Review of Unknown Pleasures (2002) by Chris K — 10 Mar 2009
Director Jia Zhang Ke dissects the nature of adolescence and exclusion in a China undergoing rapid political and economic change. He focuses on the lives of young people in his hometown of Fenyang, in Shanxi Province, China. Made on a low budget and without official sanction, this is a rapidly shot, underground production.
In "Unknown Pleasures" we follow the chaotic boredom of two young men trying to establish relationships and fill the hours. Xiao Ji and Bin Bin are of the 1980's generation in China, the era of the single-child policy and the national attempt at demographic engineering. Jia blends the loneliness and isolation of the only child with the chaotic loss of identity and role which resulted from failed economic planning.
Xiao Ji and Bin Bin are stranded in Fenyang, a dead-end, industrially decaying dump. They have no work, no money, no prospects, no future. When they should be growing, embracing the maturity and responsibility of adulthood - or at least enjoying the irresponsibility and rebellion of teenage - they seem trapped in an utterly sterile environment, weighed down by their own burden of hopelessness.
Jia does not follow a Western narrative tradition - he admires Bresson, whose naturalistic techniques embraced silence and the real sounds of the everyday world. So Jia shoots silences, long passages of inaction between his actors. He argues that life does not follow a script; none of us knows what the next person will say or what our range of responses might be. So he shoots the burden and indecision of silence.
Jia emphasises that boredom and isolation are a way of life. The two lads occupy a world which is dowdy and derelict, but there are constant messages on the TV to remind them of the outside world and its glamorous presence - encouragement to buy lottery tickets, propaganda about the success of China's Olympic bid, dire warnings of US imperialism ... and Mongolian King holding rehearsals for acts to perform as part of its advertising programme, selling alcohol.
The Mongolian King sequences prefigure Jia's film, "Platform", where young people perform as part of the State's propaganda machine. Here, they compete to work in a capitalist propaganda vehicle. Their acts are a blend of traditional Chinese influence and a pastiche of Western, teenage pop culture.
These are the ultimate consumers - they can be persuaded to buy into anything, but their everyday life is a litany of consuming relationships, of making demands of the people around them. They live to consume, but have no apparent understanding of what constitutes happiness. Life is a mechanistic round of boredom, invigorated not by pursuit of pleasure, but by a desire to escape ennui, to find temporary diversion.
There is no culture, only convention and the lure of notoriety through its rejection, only the pursuit of individuality and identity by becoming something else, someone else, a different person ... the same as others. When the two boys conceive of a robbery to solve their problems, they cannot imagine its consequences, only the gangster image they must present. Hollywood might romanticise and glamorise the criminal - the film makes references to 'Pulp Fiction' - but the reality is dowdy, inept, and self-defeating.

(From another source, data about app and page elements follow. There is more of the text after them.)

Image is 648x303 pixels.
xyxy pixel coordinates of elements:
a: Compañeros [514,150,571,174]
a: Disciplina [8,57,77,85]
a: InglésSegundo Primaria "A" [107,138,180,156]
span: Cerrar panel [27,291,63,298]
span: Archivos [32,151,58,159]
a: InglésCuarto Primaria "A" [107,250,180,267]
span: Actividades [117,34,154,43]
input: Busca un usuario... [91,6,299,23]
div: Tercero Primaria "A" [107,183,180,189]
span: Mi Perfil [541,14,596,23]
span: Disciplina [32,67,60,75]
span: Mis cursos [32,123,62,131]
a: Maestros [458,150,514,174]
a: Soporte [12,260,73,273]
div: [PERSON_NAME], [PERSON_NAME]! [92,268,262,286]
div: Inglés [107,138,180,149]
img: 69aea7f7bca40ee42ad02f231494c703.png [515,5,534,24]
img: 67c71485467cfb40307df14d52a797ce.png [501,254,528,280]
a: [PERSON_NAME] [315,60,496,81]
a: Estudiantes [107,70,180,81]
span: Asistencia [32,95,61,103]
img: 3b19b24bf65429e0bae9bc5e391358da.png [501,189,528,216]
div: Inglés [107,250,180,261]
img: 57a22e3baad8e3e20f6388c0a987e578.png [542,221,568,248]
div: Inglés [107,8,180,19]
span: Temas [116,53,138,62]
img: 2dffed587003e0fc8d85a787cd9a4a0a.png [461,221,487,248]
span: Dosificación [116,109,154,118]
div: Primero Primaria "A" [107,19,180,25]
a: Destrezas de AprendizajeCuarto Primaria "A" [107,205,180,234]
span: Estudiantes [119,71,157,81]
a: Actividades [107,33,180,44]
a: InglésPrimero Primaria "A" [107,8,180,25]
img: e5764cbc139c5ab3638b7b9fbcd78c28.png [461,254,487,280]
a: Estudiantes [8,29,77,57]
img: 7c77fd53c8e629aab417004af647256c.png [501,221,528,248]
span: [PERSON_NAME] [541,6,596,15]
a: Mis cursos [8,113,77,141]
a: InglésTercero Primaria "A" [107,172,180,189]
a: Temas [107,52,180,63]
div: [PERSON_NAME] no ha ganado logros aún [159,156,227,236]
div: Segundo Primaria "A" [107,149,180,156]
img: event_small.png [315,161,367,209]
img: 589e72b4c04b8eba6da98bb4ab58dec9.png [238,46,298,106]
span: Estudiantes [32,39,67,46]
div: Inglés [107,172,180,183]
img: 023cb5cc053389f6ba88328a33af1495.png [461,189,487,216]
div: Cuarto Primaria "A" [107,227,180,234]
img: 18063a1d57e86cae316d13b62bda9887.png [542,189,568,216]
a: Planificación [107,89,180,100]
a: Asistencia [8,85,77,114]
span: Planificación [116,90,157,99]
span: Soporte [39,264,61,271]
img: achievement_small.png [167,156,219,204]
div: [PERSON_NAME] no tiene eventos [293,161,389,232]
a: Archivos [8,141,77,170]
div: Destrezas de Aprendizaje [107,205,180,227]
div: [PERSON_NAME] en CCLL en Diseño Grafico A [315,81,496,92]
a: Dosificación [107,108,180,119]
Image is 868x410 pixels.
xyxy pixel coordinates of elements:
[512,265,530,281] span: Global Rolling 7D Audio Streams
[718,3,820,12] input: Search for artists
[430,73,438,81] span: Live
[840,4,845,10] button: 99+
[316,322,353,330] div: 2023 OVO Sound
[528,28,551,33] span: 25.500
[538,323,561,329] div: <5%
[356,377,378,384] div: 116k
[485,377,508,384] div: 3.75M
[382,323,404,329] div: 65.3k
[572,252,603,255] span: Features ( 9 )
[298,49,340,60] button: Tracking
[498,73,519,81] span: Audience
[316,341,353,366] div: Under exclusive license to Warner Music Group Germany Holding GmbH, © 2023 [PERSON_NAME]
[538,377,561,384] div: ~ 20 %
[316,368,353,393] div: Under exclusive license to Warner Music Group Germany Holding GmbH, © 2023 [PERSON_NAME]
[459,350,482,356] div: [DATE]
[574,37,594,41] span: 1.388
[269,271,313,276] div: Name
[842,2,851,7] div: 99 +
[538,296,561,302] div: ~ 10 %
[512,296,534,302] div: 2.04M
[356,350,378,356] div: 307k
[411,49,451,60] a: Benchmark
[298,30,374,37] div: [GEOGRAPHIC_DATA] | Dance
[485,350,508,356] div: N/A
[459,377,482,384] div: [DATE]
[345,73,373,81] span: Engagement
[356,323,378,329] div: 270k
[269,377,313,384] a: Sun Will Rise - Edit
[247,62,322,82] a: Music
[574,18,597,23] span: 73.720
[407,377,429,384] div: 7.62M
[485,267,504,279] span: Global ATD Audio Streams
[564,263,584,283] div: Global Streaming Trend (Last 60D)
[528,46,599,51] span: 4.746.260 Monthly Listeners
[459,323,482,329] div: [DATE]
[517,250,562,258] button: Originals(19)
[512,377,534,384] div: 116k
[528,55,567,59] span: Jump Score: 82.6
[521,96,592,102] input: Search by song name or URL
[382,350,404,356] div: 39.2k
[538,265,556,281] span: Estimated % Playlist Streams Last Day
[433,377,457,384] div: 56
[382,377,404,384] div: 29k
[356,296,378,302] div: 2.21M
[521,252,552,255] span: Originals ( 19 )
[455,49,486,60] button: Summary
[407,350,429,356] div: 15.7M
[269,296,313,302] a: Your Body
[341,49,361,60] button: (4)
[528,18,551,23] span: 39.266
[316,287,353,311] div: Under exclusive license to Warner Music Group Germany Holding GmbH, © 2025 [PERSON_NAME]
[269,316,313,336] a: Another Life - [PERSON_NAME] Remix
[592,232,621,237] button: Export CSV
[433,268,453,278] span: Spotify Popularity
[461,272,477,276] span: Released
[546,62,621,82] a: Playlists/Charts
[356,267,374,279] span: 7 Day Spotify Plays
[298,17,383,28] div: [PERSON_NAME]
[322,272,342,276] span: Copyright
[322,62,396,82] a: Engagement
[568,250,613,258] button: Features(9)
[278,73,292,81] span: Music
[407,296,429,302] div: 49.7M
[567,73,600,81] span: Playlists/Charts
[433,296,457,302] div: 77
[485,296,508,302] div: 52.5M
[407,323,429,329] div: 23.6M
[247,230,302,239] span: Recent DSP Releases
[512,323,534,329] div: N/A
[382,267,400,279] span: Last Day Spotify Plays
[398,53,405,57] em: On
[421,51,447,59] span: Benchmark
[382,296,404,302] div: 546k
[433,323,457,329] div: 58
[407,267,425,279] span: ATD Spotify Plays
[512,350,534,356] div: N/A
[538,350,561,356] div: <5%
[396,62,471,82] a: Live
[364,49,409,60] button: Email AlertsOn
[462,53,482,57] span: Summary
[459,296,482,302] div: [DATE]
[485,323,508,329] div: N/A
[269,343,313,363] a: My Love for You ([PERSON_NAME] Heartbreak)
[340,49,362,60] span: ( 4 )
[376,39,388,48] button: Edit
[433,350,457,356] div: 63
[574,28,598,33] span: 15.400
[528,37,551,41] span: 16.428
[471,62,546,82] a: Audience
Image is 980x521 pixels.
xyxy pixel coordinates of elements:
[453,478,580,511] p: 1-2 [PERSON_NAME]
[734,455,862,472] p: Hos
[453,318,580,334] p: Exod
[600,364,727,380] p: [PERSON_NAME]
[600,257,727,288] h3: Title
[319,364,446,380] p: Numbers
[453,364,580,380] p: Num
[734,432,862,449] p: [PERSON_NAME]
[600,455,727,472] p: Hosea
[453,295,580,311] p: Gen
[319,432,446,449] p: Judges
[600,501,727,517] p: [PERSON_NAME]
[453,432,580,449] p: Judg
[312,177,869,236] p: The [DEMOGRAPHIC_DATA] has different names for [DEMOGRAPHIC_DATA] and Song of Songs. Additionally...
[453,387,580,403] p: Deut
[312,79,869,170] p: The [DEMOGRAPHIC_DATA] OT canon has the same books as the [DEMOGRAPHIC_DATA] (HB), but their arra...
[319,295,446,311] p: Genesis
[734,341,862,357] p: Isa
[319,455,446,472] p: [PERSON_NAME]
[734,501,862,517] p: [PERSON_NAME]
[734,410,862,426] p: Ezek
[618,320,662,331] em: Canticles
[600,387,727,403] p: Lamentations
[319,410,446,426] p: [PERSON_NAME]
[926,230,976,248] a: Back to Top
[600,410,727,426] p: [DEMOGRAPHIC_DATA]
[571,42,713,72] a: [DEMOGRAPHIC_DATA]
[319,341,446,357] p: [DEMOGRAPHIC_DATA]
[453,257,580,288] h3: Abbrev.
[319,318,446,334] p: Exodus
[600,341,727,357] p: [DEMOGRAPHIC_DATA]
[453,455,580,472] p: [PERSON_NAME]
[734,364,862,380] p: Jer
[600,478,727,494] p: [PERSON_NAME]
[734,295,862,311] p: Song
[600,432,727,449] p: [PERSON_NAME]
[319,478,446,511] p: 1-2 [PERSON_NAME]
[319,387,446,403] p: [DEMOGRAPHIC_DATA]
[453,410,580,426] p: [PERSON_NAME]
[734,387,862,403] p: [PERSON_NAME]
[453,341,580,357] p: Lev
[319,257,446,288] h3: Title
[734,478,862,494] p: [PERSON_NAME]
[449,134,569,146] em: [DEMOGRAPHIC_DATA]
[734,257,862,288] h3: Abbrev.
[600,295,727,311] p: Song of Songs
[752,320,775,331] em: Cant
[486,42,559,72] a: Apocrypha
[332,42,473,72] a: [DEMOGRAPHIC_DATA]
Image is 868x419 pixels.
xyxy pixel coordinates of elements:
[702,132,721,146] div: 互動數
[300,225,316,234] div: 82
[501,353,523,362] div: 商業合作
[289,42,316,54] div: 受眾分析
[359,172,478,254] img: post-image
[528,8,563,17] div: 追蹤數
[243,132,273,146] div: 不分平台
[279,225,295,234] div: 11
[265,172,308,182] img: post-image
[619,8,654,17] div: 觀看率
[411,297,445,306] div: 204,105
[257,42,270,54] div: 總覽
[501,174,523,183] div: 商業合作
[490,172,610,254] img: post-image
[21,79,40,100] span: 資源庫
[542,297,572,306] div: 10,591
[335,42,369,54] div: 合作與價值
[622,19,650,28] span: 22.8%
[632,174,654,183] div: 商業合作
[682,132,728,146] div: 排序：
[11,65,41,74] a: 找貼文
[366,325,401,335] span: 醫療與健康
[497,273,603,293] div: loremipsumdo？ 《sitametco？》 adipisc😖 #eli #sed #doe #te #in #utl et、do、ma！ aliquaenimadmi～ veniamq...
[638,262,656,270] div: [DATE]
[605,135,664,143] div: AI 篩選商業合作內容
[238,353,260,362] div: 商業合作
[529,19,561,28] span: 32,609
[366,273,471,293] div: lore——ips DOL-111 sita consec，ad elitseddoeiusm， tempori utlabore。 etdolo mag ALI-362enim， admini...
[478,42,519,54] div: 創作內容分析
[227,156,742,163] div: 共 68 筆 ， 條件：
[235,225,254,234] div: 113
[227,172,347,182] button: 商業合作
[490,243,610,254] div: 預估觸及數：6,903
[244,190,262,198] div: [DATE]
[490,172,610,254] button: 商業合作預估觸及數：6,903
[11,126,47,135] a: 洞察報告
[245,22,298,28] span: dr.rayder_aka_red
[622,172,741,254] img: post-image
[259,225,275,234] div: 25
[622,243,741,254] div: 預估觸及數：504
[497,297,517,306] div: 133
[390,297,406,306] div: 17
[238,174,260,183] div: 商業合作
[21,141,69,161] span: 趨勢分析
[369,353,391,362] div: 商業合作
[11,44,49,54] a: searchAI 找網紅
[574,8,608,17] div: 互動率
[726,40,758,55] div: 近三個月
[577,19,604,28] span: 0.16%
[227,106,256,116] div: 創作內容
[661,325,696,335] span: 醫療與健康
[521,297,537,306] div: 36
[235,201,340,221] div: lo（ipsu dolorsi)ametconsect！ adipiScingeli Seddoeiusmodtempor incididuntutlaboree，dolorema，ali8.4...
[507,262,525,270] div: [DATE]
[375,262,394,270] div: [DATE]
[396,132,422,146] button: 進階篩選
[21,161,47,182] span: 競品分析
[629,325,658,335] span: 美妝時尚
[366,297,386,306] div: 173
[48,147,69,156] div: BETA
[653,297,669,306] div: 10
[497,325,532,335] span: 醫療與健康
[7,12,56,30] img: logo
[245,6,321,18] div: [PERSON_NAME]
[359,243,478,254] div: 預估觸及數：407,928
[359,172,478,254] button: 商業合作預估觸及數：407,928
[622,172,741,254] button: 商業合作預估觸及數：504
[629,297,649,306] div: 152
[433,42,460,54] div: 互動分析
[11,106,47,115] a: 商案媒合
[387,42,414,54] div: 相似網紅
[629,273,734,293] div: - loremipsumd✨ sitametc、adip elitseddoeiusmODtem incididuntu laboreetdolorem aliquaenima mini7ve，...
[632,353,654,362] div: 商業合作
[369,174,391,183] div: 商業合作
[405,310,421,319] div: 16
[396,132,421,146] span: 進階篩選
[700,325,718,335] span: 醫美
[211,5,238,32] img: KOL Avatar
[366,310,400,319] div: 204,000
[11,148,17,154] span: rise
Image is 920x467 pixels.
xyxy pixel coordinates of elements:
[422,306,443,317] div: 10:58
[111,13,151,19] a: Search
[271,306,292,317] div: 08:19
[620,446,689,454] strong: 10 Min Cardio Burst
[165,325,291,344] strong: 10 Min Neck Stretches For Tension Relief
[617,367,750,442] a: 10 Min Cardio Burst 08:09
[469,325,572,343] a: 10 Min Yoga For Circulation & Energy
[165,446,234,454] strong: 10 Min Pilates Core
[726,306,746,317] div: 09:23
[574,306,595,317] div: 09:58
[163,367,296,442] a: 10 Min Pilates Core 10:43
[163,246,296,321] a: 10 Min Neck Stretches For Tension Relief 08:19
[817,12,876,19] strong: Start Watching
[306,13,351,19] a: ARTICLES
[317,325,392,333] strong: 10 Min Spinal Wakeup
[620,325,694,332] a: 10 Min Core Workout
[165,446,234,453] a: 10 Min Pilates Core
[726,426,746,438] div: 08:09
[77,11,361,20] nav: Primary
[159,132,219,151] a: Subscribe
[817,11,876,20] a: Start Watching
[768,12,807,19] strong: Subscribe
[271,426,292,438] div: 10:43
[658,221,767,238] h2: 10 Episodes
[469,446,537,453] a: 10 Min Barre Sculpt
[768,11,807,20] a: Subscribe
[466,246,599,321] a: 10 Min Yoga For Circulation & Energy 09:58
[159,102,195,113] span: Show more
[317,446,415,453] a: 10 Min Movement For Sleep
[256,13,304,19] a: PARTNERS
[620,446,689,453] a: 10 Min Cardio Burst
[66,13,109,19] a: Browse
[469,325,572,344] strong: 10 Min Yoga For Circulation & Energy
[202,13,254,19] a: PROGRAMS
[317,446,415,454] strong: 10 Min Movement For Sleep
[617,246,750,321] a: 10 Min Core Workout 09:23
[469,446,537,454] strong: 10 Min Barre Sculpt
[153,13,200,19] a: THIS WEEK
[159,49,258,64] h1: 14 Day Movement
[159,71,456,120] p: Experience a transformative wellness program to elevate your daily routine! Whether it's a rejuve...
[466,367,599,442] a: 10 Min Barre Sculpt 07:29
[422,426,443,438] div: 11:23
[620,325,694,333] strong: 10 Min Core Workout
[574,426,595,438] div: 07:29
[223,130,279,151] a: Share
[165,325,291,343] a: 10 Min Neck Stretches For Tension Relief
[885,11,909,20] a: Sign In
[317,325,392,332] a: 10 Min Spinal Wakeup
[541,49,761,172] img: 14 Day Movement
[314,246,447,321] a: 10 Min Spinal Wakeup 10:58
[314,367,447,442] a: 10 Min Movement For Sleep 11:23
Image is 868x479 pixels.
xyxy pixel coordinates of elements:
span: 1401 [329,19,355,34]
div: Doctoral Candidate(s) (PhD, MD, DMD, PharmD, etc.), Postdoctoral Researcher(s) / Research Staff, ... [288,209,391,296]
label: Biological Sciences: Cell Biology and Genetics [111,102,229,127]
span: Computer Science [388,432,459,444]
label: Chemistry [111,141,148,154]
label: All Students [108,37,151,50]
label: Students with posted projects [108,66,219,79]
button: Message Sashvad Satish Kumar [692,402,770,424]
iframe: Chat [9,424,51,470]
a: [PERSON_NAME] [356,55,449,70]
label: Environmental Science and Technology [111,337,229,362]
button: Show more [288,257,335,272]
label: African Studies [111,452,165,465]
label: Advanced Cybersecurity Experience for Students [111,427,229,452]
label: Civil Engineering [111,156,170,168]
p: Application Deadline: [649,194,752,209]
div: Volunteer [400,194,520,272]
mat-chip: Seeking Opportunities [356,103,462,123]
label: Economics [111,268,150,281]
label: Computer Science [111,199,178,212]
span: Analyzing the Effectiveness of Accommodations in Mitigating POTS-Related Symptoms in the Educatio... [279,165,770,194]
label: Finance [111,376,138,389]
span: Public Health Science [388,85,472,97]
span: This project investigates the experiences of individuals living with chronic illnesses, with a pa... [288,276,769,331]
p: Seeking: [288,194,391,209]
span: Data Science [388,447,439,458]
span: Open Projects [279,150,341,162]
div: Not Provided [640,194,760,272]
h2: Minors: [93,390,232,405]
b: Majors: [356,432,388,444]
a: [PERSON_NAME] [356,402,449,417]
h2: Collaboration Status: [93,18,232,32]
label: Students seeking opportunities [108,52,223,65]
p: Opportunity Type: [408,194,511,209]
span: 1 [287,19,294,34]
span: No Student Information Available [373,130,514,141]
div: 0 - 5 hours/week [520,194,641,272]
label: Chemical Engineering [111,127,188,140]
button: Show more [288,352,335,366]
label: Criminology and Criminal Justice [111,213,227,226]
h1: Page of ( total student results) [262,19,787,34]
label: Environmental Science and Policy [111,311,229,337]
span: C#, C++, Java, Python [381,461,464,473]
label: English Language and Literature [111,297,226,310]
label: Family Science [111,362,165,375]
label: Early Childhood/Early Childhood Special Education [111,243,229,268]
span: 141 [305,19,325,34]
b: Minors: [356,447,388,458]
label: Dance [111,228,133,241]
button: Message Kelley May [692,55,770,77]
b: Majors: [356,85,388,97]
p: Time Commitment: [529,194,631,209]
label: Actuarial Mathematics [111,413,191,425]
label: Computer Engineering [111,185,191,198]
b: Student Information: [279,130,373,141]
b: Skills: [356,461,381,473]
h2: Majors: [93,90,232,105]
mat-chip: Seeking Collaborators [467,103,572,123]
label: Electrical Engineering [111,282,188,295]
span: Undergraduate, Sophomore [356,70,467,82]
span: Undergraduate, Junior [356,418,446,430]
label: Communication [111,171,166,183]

Jia constantly returns to images of performance in his films - images of people putting on acts, singing, dancing. Simply being is too complex and demanding a state - people have to perform to be noticed and valued, they have to portray roles and identities which others can admire, or at least enjoy. But many of Jia's performers are shambling and inept.
Jia Zhang Ke is an enigmatic filmmaker. The hand held camerawork, the low budget production, the long silences and naturalistic use of sound, the efforts to capture the burden of time and lack of identity experienced by his characters - all make his films slow paced and often confusing in structure. They are not specifically entertaining within a context of conventional narrative filmmaking.
But Jia is making potent statements about people and their observation. His films deliver a political commentary on China, but they also offer insights into adolescence and the exclusion of young people from their own culture and the way the vacuum of their life is filled by imported images of glamour. They consume the illusion of style, they consume relationships and one another, but struggle to find an identity which is both coherent and self-fulfilling. They end up acting out performances which, rather than elevating them to significance, simply emphasise their inconsequence.
"Unknown Pleasures" is packaged in the UK with another film, "Xiao Wu" - I would recommend pursuing this option. These are interesting films which have attracted much critical acclaim and which deserve to be viewed by a wider audience. Be prepared to concentrate, however. These are not performances into which you can intrude, casually.
This review of Unknown Pleasures (2002) was written by Chris K on 10 Mar 2009.
Unknown Pleasures has generally received positive reviews.